FCC Ruling, Cost of Internet

Steven J. Sobol sjsobol at nacs.net
Wed Nov 4 03:12:57 UTC 1998


On Tue, Nov 03, 1998 at 08:39:52PM -0600, MacFarland, Chris wrote:
> Steven-
> 
> The reason for this is regarding settlement charges ( reciprocal
> compensation ) for intrastate calls from ILEC to CLEC.
> If the FCC rules that calls to ISP's are interstate then the settlement
> model dramatically changes for the LEC terminating
> the call.  This would have a significant impact on revenues for CLEC's that
> use recip comp as part of their core business model.

I still see no merit in a phone company charging interstate fees for a call
which does not geographically cross state lines, whether it's the phone
company charging the end-user (as in the discussion from a month or two
ago) or charging a CLEC to recover their costs.

And unless someone provides me with a convincing argument, I will continue
to see no merit in such fees.

I don't really see how a ruling such as the one we're discussing will benefit
anyone but the ILEC's.

Someone else mentioned lobbyists. Considering the FCC's recent actions
regarding both telcos and radio/TV holding companies, I have to assume
that the FCC is acting in the interest of those who are bribing them.

Um.... I meant "lobbying them." Sorry. Freudian slip. :)

-- 
Steve Sobol [sjsobol at nacs.net]
Part-time Support Droid [support at nacs.net]
NACS Spaminator [abuse at nacs.net]

Spotted on a bumper sticker: "Possum. The other white meat."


[The problem]: Extract every entry word for word.

(Records Opens)

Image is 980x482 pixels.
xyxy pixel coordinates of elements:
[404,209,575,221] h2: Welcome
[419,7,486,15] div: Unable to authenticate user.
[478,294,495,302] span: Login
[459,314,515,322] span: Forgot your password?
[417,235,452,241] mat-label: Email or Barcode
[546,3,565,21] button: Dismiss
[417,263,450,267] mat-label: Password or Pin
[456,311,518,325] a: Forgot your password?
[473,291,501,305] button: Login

(Records Closes)

[Exercise answer]:
Image is 980x482 pixels.
xyxy pixel coordinates of elements:
[404,209,575,221] h2: Welcome
[419,7,486,15] div: Unable to authenticate user.
[478,294,495,302] span: Login
[459,314,515,322] span: Forgot your password?
[417,235,452,241] mat-label: Email or Barcode
[546,3,565,21] button: Dismiss
[417,263,450,267] mat-label: Password or Pin
[456,311,518,325] a: Forgot your password?
[473,291,501,305] button: Login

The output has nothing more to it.